But if, like that one customer on mine, you find gratuitous meat a problem, you might want to skip this one. The page where Worm collects eggs for Farmer Cat for their breakfast might cause fits of apoplexy. Kids, on the other hand, will love it.
Showing posts with label animals. Show all posts
Showing posts with label animals. Show all posts
Thursday, September 11
Tuesday, April 2
A Little Book of Sloth
by Lucy Cooke
Margaret K. McElderry Books 2013
This non-fiction book, ostensibly for kids, should forever change the synonym for sloth from "lazy" to "cute."
Many decades ago when I first learned about sloths and their sloth-like behavior they seemed to me a perfect insult. Calling someone a slug was up there but there was nothing that rolled off the tongue quite like "move it, you sloth!" All I knew of sloths were that they were slow, tree-dwelling, and, uh, slow.
But how slow? I couldn't tell you. And when you think of something as 'slow' there's also that connotation that they might not be as quick-witted as other creatures as well, but was that true of the sloth? I also assumed that the reason they were green was because they were too lazy to groom themselves, but it turns out that there's a very good reason NOT to groom away that algae in their fur.
Who knew?
I know now, and I think many adults will learn quite a bit from this book as they read it to their little ones.

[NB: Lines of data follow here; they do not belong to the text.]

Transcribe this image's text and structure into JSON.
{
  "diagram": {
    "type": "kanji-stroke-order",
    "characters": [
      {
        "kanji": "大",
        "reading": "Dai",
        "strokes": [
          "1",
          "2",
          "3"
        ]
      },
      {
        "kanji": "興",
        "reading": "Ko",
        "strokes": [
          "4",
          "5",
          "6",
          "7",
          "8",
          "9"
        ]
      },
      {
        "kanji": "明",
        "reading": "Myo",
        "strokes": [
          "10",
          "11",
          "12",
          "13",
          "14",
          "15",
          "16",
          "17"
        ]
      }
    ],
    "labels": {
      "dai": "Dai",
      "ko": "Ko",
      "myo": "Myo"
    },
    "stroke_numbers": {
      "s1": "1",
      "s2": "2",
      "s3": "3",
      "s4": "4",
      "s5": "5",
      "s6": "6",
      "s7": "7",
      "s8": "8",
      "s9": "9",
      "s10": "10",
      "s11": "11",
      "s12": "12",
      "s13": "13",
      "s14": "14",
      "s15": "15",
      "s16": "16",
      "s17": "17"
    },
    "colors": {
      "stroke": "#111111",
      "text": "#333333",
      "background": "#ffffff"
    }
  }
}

There is a place called Slothville in Costa Rica that is a sanctuary for orphaned and injured sloths. As pictures from this book reveal, even a creature that looks like a cross between a kitten, a piglet and a hedgehog that's been stretched out can be awfully cute. They appear to be the most mellow of jungle creatures, sleeping 70% of their lives away (though no one knows how long that lifespan really is), chowing down on green beans and hibiscus flowers, and hugging, hugging, hugging.

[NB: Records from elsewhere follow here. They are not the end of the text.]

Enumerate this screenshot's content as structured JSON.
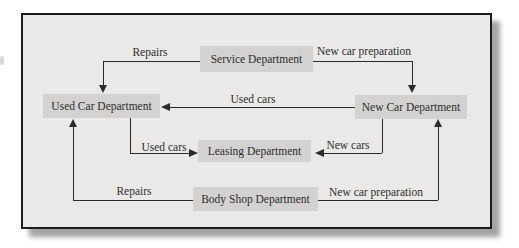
{
  "diagram": {
    "nodes": [
      {
        "id": "service",
        "label": "Service Department"
      },
      {
        "id": "used",
        "label": "Used Car Department"
      },
      {
        "id": "new",
        "label": "New Car Department"
      },
      {
        "id": "leasing",
        "label": "Leasing Department"
      },
      {
        "id": "bodyshop",
        "label": "Body Shop Department"
      }
    ],
    "edges": [
      {
        "from": "Service Department",
        "to": "Used Car Department",
        "label": "Repairs"
      },
      {
        "from": "Service Department",
        "to": "New Car Department",
        "label": "New car preparation"
      },
      {
        "from": "New Car Department",
        "to": "Used Car Department",
        "label": "Used cars"
      },
      {
        "from": "Used Car Department",
        "to": "Leasing Department",
        "label": "Used cars"
      },
      {
        "from": "New Car Department",
        "to": "Leasing Department",
        "label": "New cars"
      },
      {
        "from": "Body Shop Department",
        "to": "Used Car Department",
        "label": "Repairs"
      },
      {
        "from": "Body Shop Department",
        "to": "New Car Department",
        "label": "New car preparation"
      }
    ],
    "colors": {
      "page_bg": "#ffffff",
      "canvas_bg": "#eae9e7",
      "frame_border": "#1b1b1b",
      "node_bg": "#d3d2d0",
      "line": "#2b2b2b",
      "text": "#2d2d2d",
      "shadow": "#a3a3a3"
    }
  }
}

Oh, and I now know that a full-speed they top out at fifteen feet per minute.
And the images make this book. Cooke's fondness for sloths is equally matched by their cute-overload behavior. Hugging stuffed animals, hugging each other, their odd (and equally slow) bathroom routines, and three words that really ought to become a catchphrase for something: bucket of sloth.
Sloths for the win!
Margaret K. McElderry Books 2013
This non-fiction book, ostensibly for kids, should forever change the synonym for sloth from "lazy" to "cute."
Many decades ago when I first learned about sloths and their sloth-like behavior they seemed to me a perfect insult. Calling someone a slug was up there but there was nothing that rolled off the tongue quite like "move it, you sloth!" All I knew of sloths were that they were slow, tree-dwelling, and, uh, slow.

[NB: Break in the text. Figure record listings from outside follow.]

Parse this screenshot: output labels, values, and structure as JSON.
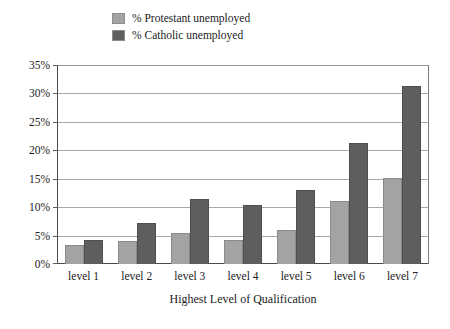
{
  "chart_data": {
    "type": "bar",
    "title": "",
    "subtitle": "",
    "xlabel": "Highest Level of Qualification",
    "ylabel": "",
    "categories": [
      "level 1",
      "level 2",
      "level 3",
      "level 4",
      "level 5",
      "level 6",
      "level 7"
    ],
    "series": [
      {
        "name": "% Protestant unemployed",
        "color": "#a3a3a3",
        "values": [
          3.3,
          4.0,
          5.4,
          4.3,
          6.0,
          11.0,
          15.2
        ]
      },
      {
        "name": "% Catholic unemployed",
        "color": "#5e5e5e",
        "values": [
          4.3,
          7.3,
          11.5,
          10.4,
          13.0,
          21.2,
          31.3
        ]
      }
    ],
    "ylim": [
      0,
      35
    ],
    "ytick_values": [
      0,
      5,
      10,
      15,
      20,
      25,
      30,
      35
    ],
    "ytick_labels": [
      "0%",
      "5%",
      "10%",
      "15%",
      "20%",
      "25%",
      "30%",
      "35%"
    ],
    "grid": true,
    "legend_position": "top-center",
    "annotations": []
  },
  "legend": {
    "items": [
      {
        "label": "% Protestant unemployed",
        "swatch": "#a3a3a3"
      },
      {
        "label": "% Catholic unemployed",
        "swatch": "#5e5e5e"
      }
    ]
  },
  "axes": {
    "x_title": "Highest Level of Qualification"
  }
}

But how slow? I couldn't tell you. And when you think of something as 'slow' there's also that connotation that they might not be as quick-witted as other creatures as well, but was that true of the sloth? I also assumed that the reason they were green was because they were too lazy to groom themselves, but it turns out that there's a very good reason NOT to groom away that algae in their fur.
Who knew?
I know now, and I think many adults will learn quite a bit from this book as they read it to their little ones.
There is a place called Slothville in Costa Rica that is a sanctuary for orphaned and injured sloths. As pictures from this book reveal, even a creature that looks like a cross between a kitten, a piglet and a hedgehog that's been stretched out can be awfully cute. They appear to be the most mellow of jungle creatures, sleeping 70% of their lives away (though no one knows how long that lifespan really is), chowing down on green beans and hibiscus flowers, and hugging, hugging, hugging.
Oh, and I now know that a full-speed they top out at fifteen feet per minute.
And the images make this book. Cooke's fondness for sloths is equally matched by their cute-overload behavior. Hugging stuffed animals, hugging each other, their odd (and equally slow) bathroom routines, and three words that really ought to become a catchphrase for something: bucket of sloth.
Sloths for the win!
Labels:
13,
animals,
lucy cooke,
mcelderry,
nonfiction,
picture book,
sloths
Tuesday, May 29
The Rain Puddle
by Adelaide Holl
pictures by Roger Duvoisin
Lothrop, Lee & Shepard 1965
The barnyard is once again astir when the little red hen convinces the other animals that a puddle contains their drowned doppelgangers!
Coming across a puddle a plump hen catches sight of her reflection and assumes that another bird has fallen and needs rescuing. One by one the hen convinces the cow, sheep, pig, turkey, horse and others that their reflections are others who have fallen in. And as they rush about trying to find help the puddle dries up and they all assume the trapped animals were freed and part of the melee. Once it is over only an owl sitting on a branch above it all chuckles to himself.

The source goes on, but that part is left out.